Greece was reeling yesterday from the sudden death of Mr Yiannos Kranidiotis, the country's Alternate (Deputy) Foreign Minister and one of the chief architects of rapprochement with Turkey, in a freak mid-air accident over Romania on Tuesday night.
The death of the popular politician, along with five others including his son, came on the eve of a fresh round of bilateral talks in Ankara, negotiations that Mr Kranidiotis (52) had done much to promote. He was seen as one of the principal architects of the new relationship between Greece and Turkey.
As the two neighbours conducted the talks yesterday, stunned Greeks, still recovering from Athens's deadly earthquake last week, paid tribute to the minister who had handled European affairs and Cyprus.
Across Greece's normally decisive political spectrum the tragedy was described as "a national loss".
"We are shaken, the whole government, the whole ministry. I cannot believe it," said the Foreign Minister, Mr George Papandreou, holding back tears. "Peace lost a friend, I lost a friend, the most capable colleague in the ministry. Greece and Cyprus lost a tireless worker for the national interest."
The Turkish Foreign Minister, Mr Ismail Cem, telephoned Mr Papandreou to offer his condolences.
The death of one of Greece's most respected politicians "creates a large and irreplaceable vacuum," said the Greek Prime Minister, Mr Costas Simitis, visibly shocked.
The 13-member diplomatic mission was heading for talks in Bucharest when the aircraft is believed to have hit an air pocket, plummeting 17,000 feet in a matter of minutes. The Minister was briefing reporters at the back of the Falcon executive jet, used exclusively by the Greek Prime Minister and his senior colleagues, when it lost altitude.
One survivor, the political columnist, Mr Alfonso Vitalis, said those who died were not wearing safety belts when the plane went into the extraordinary nose-dive. Other victims included Mr Kranidiotis's personal guard, a flight engineer and two well-known television and radio reporters, Dimitris Pantazopoulos and Nina Assimakopoulou. A Greek diplomat and television cameraman remained in a critical condition last night.
"The plane went into a very abrupt descent, stopped, then descended just as suddenly again in the space of about three minutes," said Mr Vitalis. The journalist was forced to clamber over dead bodies when the plane crash-landed at Bucharest where a six-nation Balkan foreign ministers' meeting was due to take place.
As a Greek who also held Cypriot citizenship, Mr Kranidiotis had played a catalytic role in pushing Cyprus's application to join the EU. He had hoped EU membership would be decisive in bringing peace to the war-divided island, where he retained a home in Nicosia not far from the "green" line that separates the Greek-Cypriot and Turkish-Cypriot communities.
Mr Kranidiotis did little to douse rumours that he intended to run for the office of President of Cyprus.
President Glafkos Clerides of Cyprus said he now feared Mr Kranidiotis's death at such a critical juncture for Greek-Turkish reconciliation would cast a pall over stalled UN negotiations to reunite the island.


## PROMPT:
With the pictures left out, every record must be reproduced exactly.

Records contained in a dataset

--

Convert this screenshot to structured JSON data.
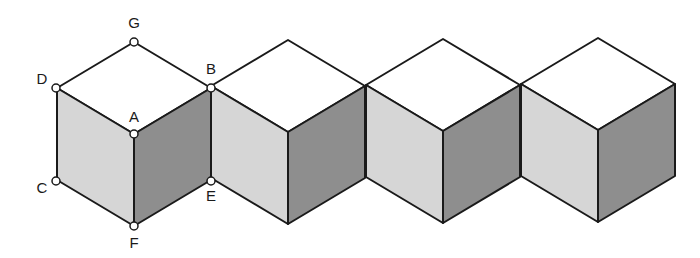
{
  "diagram": {
    "colors": {
      "top_face": "#ffffff",
      "left_face": "#d6d6d6",
      "right_face": "#8e8e8e",
      "edge": "#1a1a1a"
    },
    "cubes": [
      {
        "cx": 134,
        "top_y": 42
      },
      {
        "cx": 288,
        "top_y": 40
      },
      {
        "cx": 443,
        "top_y": 39
      },
      {
        "cx": 598,
        "top_y": 38
      }
    ],
    "points": [
      {
        "label": "G",
        "x": 134,
        "y": 42
      },
      {
        "label": "D",
        "x": 56,
        "y": 88
      },
      {
        "label": "B",
        "x": 211,
        "y": 88
      },
      {
        "label": "A",
        "x": 134,
        "y": 134
      },
      {
        "label": "C",
        "x": 56,
        "y": 181
      },
      {
        "label": "E",
        "x": 211,
        "y": 181
      },
      {
        "label": "F",
        "x": 134,
        "y": 226
      }
    ]
  }
}
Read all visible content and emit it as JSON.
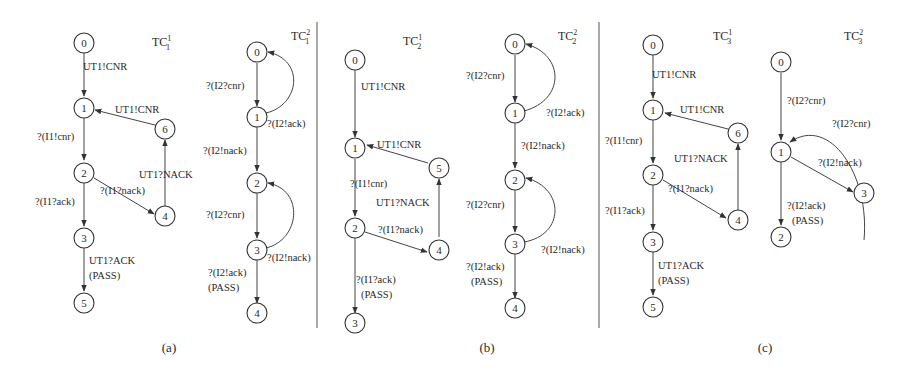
{
  "figure": {
    "panels": [
      {
        "id": "a",
        "caption": "(a)"
      },
      {
        "id": "b",
        "caption": "(b)"
      },
      {
        "id": "c",
        "caption": "(c)"
      }
    ],
    "graphs": {
      "tc11": {
        "title": "TC",
        "sup": "1",
        "sub": "1",
        "nodes": [
          "0",
          "1",
          "2",
          "3",
          "4",
          "5",
          "6"
        ],
        "edges": [
          {
            "from": "0",
            "to": "1",
            "label": "UT1!CNR"
          },
          {
            "from": "1",
            "to": "2",
            "label": "?(I1!cnr)"
          },
          {
            "from": "2",
            "to": "3",
            "label": "?(I1?ack)"
          },
          {
            "from": "2",
            "to": "4",
            "label": "?(I1?nack)"
          },
          {
            "from": "4",
            "to": "6",
            "label": "UT1?NACK"
          },
          {
            "from": "6",
            "to": "1",
            "label": "UT1!CNR"
          },
          {
            "from": "3",
            "to": "5",
            "label": "UT1?ACK",
            "label2": "(PASS)"
          }
        ]
      },
      "tc12": {
        "title": "TC",
        "sup": "2",
        "sub": "1",
        "nodes": [
          "0",
          "1",
          "2",
          "3",
          "4"
        ],
        "edges": [
          {
            "from": "0",
            "to": "1",
            "label": "?(I2?cnr)"
          },
          {
            "from": "1",
            "to": "0",
            "label": "?(I2!ack)"
          },
          {
            "from": "1",
            "to": "2",
            "label": "?(I2!nack)"
          },
          {
            "from": "2",
            "to": "3",
            "label": "?(I2?cnr)"
          },
          {
            "from": "3",
            "to": "2",
            "label": "?(I2!nack)"
          },
          {
            "from": "3",
            "to": "4",
            "label": "?(I2!ack)",
            "label2": "(PASS)"
          }
        ]
      },
      "tc21": {
        "title": "TC",
        "sup": "1",
        "sub": "2",
        "nodes": [
          "0",
          "1",
          "2",
          "3",
          "4",
          "5"
        ],
        "edges": [
          {
            "from": "0",
            "to": "1",
            "label": "UT1!CNR"
          },
          {
            "from": "1",
            "to": "2",
            "label": "?(I1!cnr)"
          },
          {
            "from": "2",
            "to": "4",
            "label": "?(I1?nack)"
          },
          {
            "from": "4",
            "to": "5",
            "label": "UT1?NACK"
          },
          {
            "from": "5",
            "to": "1",
            "label": "UT1!CNR"
          },
          {
            "from": "2",
            "to": "3",
            "label": "?(I1?ack)",
            "label2": "(PASS)"
          }
        ]
      },
      "tc22": {
        "title": "TC",
        "sup": "2",
        "sub": "2",
        "nodes": [
          "0",
          "1",
          "2",
          "3",
          "4"
        ],
        "edges": [
          {
            "from": "0",
            "to": "1",
            "label": "?(I2?cnr)"
          },
          {
            "from": "1",
            "to": "0",
            "label": "?(I2!ack)"
          },
          {
            "from": "1",
            "to": "2",
            "label": "?(I2!nack)"
          },
          {
            "from": "2",
            "to": "3",
            "label": "?(I2?cnr)"
          },
          {
            "from": "3",
            "to": "2",
            "label": "?(I2!nack)"
          },
          {
            "from": "3",
            "to": "4",
            "label": "?(I2!ack)",
            "label2": "(PASS)"
          }
        ]
      },
      "tc31": {
        "title": "TC",
        "sup": "1",
        "sub": "3",
        "nodes": [
          "0",
          "1",
          "2",
          "3",
          "4",
          "5",
          "6"
        ],
        "edges": [
          {
            "from": "0",
            "to": "1",
            "label": "UT1!CNR"
          },
          {
            "from": "1",
            "to": "2",
            "label": "?(I1!cnr)"
          },
          {
            "from": "2",
            "to": "3",
            "label": "?(I1?ack)"
          },
          {
            "from": "2",
            "to": "4",
            "label": "?(I1?nack)"
          },
          {
            "from": "4",
            "to": "6",
            "label": "UT1?NACK"
          },
          {
            "from": "6",
            "to": "1",
            "label": "UT1!CNR"
          },
          {
            "from": "3",
            "to": "5",
            "label": "UT1?ACK",
            "label2": "(PASS)"
          }
        ]
      },
      "tc32": {
        "title": "TC",
        "sup": "2",
        "sub": "3",
        "nodes": [
          "0",
          "1",
          "2",
          "3"
        ],
        "edges": [
          {
            "from": "0",
            "to": "1",
            "label": "?(I2?cnr)"
          },
          {
            "from": "3",
            "to": "1",
            "label": "?(I2?cnr)"
          },
          {
            "from": "1",
            "to": "3",
            "label": "?(I2!nack)"
          },
          {
            "from": "1",
            "to": "2",
            "label": "?(I2!ack)",
            "label2": "(PASS)"
          }
        ]
      }
    }
  }
}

--

## EXERCISE SOLUTION:
Convert this screenshot to structured JSON data.
{
  "diagram": {
    "colors": {
      "top_face": "#ffffff",
      "left_face": "#d6d6d6",
      "right_face": "#8e8e8e",
      "edge": "#1a1a1a"
    },
    "cubes": [
      {
        "cx": 134,
        "top_y": 42
      },
      {
        "cx": 288,
        "top_y": 40
      },
      {
        "cx": 443,
        "top_y": 39
      },
      {
        "cx": 598,
        "top_y": 38
      }
    ],
    "points": [
      {
        "label": "G",
        "x": 134,
        "y": 42
      },
      {
        "label": "D",
        "x": 56,
        "y": 88
      },
      {
        "label": "B",
        "x": 211,
        "y": 88
      },
      {
        "label": "A",
        "x": 134,
        "y": 134
      },
      {
        "label": "C",
        "x": 56,
        "y": 181
      },
      {
        "label": "E",
        "x": 211,
        "y": 181
      },
      {
        "label": "F",
        "x": 134,
        "y": 226
      }
    ]
  }
}
Read all visible content and emit it as JSON.
{
  "figure": {
    "panels": [
      {
        "id": "a",
        "caption": "(a)"
      },
      {
        "id": "b",
        "caption": "(b)"
      },
      {
        "id": "c",
        "caption": "(c)"
      }
    ],
    "graphs": {
      "tc11": {
        "title": "TC",
        "sup": "1",
        "sub": "1",
        "nodes": [
          "0",
          "1",
          "2",
          "3",
          "4",
          "5",
          "6"
        ],
        "edges": [
          {
            "from": "0",
            "to": "1",
            "label": "UT1!CNR"
          },
          {
            "from": "1",
            "to": "2",
            "label": "?(I1!cnr)"
          },
          {
            "from": "2",
            "to": "3",
            "label": "?(I1?ack)"
          },
          {
            "from": "2",
            "to": "4",
            "label": "?(I1?nack)"
          },
          {
            "from": "4",
            "to": "6",
            "label": "UT1?NACK"
          },
          {
            "from": "6",
            "to": "1",
            "label": "UT1!CNR"
          },
          {
            "from": "3",
            "to": "5",
            "label": "UT1?ACK",
            "label2": "(PASS)"
          }
        ]
      },
      "tc12": {
        "title": "TC",
        "sup": "2",
        "sub": "1",
        "nodes": [
          "0",
          "1",
          "2",
          "3",
          "4"
        ],
        "edges": [
          {
            "from": "0",
            "to": "1",
            "label": "?(I2?cnr)"
          },
          {
            "from": "1",
            "to": "0",
            "label": "?(I2!ack)"
          },
          {
            "from": "1",
            "to": "2",
            "label": "?(I2!nack)"
          },
          {
            "from": "2",
            "to": "3",
            "label": "?(I2?cnr)"
          },
          {
            "from": "3",
            "to": "2",
            "label": "?(I2!nack)"
          },
          {
            "from": "3",
            "to": "4",
            "label": "?(I2!ack)",
            "label2": "(PASS)"
          }
        ]
      },
      "tc21": {
        "title": "TC",
        "sup": "1",
        "sub": "2",
        "nodes": [
          "0",
          "1",
          "2",
          "3",
          "4",
          "5"
        ],
        "edges": [
          {
            "from": "0",
            "to": "1",
            "label": "UT1!CNR"
          },
          {
            "from": "1",
            "to": "2",
            "label": "?(I1!cnr)"
          },
          {
            "from": "2",
            "to": "4",
            "label": "?(I1?nack)"
          },
          {
            "from": "4",
            "to": "5",
            "label": "UT1?NACK"
          },
          {
            "from": "5",
            "to": "1",
            "label": "UT1!CNR"
          },
          {
            "from": "2",
            "to": "3",
            "label": "?(I1?ack)",
            "label2": "(PASS)"
          }
        ]
      },
      "tc22": {
        "title": "TC",
        "sup": "2",
        "sub": "2",
        "nodes": [
          "0",
          "1",
          "2",
          "3",
          "4"
        ],
        "edges": [
          {
            "from": "0",
            "to": "1",
            "label": "?(I2?cnr)"
          },
          {
            "from": "1",
            "to": "0",
            "label": "?(I2!ack)"
          },
          {
            "from": "1",
            "to": "2",
            "label": "?(I2!nack)"
          },
          {
            "from": "2",
            "to": "3",
            "label": "?(I2?cnr)"
          },
          {
            "from": "3",
            "to": "2",
            "label": "?(I2!nack)"
          },
          {
            "from": "3",
            "to": "4",
            "label": "?(I2!ack)",
            "label2": "(PASS)"
          }
        ]
      },
      "tc31": {
        "title": "TC",
        "sup": "1",
        "sub": "3",
        "nodes": [
          "0",
          "1",
          "2",
          "3",
          "4",
          "5",
          "6"
        ],
        "edges": [
          {
            "from": "0",
            "to": "1",
            "label": "UT1!CNR"
          },
          {
            "from": "1",
            "to": "2",
            "label": "?(I1!cnr)"
          },
          {
            "from": "2",
            "to": "3",
            "label": "?(I1?ack)"
          },
          {
            "from": "2",
            "to": "4",
            "label": "?(I1?nack)"
          },
          {
            "from": "4",
            "to": "6",
            "label": "UT1?NACK"
          },
          {
            "from": "6",
            "to": "1",
            "label": "UT1!CNR"
          },
          {
            "from": "3",
            "to": "5",
            "label": "UT1?ACK",
            "label2": "(PASS)"
          }
        ]
      },
      "tc32": {
        "title": "TC",
        "sup": "2",
        "sub": "3",
        "nodes": [
          "0",
          "1",
          "2",
          "3"
        ],
        "edges": [
          {
            "from": "0",
            "to": "1",
            "label": "?(I2?cnr)"
          },
          {
            "from": "3",
            "to": "1",
            "label": "?(I2?cnr)"
          },
          {
            "from": "1",
            "to": "3",
            "label": "?(I2!nack)"
          },
          {
            "from": "1",
            "to": "2",
            "label": "?(I2!ack)",
            "label2": "(PASS)"
          }
        ]
      }
    }
  }
}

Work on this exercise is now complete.